Interleaved sort key: Gives equal weight to each column. Useful when queries filter on any one of several columns without a preferred leading column. Higher maintenance cost — vacuuming takes longer.


The VACUUM and ANALYZE Operations

VACUUM: Reclaims space from deleted rows and re-sorts data that was inserted out of order. Redshift does not delete rows physically on DELETE — it marks them as deleted and skips them during scans. VACUUM removes those markers and compacts the table.

Auto VACUUM runs in the background automatically. For large tables with heavy churn, you may need to run VACUUM manually or tune the Auto VACUUM settings.

ANALYZE: Updates statistics on column distribution, which the query planner uses to choose join order and execution strategy. Run ANALYZE after large bulk loads. Auto ANALYZE runs automatically but can lag behind for fast-changing tables.


Interview Notes

Q: What is the leader node’s role? Does it store data? The leader node manages client connections, parses queries, builds execution plans, and aggregates results. It does not store user data. It is single-instance but AWS manages its availability.

Q: What is a slice in Redshift? A slice is a partition within a compute node, with its own CPU, memory, and disk. Data is distributed at the slice level. A node with 4 slices runs 4 parallel data processing streams. The number of slices determines the maximum parallelism within a cluster.

Q: Why is columnar storage better for analytics but worse for OLTP? Analytical queries read many rows but few columns — columnar is fast because it skips irrelevant columns.
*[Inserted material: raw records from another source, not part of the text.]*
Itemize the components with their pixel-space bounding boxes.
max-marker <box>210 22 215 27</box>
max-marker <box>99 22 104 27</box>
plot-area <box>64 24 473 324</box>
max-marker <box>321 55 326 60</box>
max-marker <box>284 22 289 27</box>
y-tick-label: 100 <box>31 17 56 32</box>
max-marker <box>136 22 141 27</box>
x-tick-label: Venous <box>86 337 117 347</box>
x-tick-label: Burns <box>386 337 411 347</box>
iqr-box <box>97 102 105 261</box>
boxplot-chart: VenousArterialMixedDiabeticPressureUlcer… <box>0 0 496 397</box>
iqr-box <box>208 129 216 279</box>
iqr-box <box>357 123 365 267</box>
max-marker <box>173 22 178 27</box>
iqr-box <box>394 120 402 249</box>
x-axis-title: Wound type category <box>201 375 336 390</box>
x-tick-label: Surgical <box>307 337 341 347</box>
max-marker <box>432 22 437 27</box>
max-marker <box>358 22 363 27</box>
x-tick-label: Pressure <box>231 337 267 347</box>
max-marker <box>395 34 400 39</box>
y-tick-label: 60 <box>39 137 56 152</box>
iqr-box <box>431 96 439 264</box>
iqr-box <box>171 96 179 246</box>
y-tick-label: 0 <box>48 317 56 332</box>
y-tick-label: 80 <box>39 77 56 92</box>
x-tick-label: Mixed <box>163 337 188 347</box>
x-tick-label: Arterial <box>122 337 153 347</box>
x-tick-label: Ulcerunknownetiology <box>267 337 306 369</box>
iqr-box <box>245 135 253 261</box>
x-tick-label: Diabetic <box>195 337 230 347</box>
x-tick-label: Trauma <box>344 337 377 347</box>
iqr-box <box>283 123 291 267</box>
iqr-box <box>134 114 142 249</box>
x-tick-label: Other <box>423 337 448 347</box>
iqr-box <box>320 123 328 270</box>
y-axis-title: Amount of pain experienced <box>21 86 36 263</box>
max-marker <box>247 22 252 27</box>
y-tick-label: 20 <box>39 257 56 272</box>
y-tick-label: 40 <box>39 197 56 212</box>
OLTP queries read or update entire rows frequently — row storage is faster because the full row is in one place on disk. A single-row lookup in Redshift reads an entire block per column, which is wasteful for transactional access patterns.

Q: What happens if you choose a poor distribution key? Data skew: some slices hold far more rows than others. One slice becomes the bottleneck — it processes disproportionately more work while others sit idle. Overall query time is limited by the slowest slice. Signs of skew: high skew_rows in SVV_TABLE_INFO or uneven block counts across slices.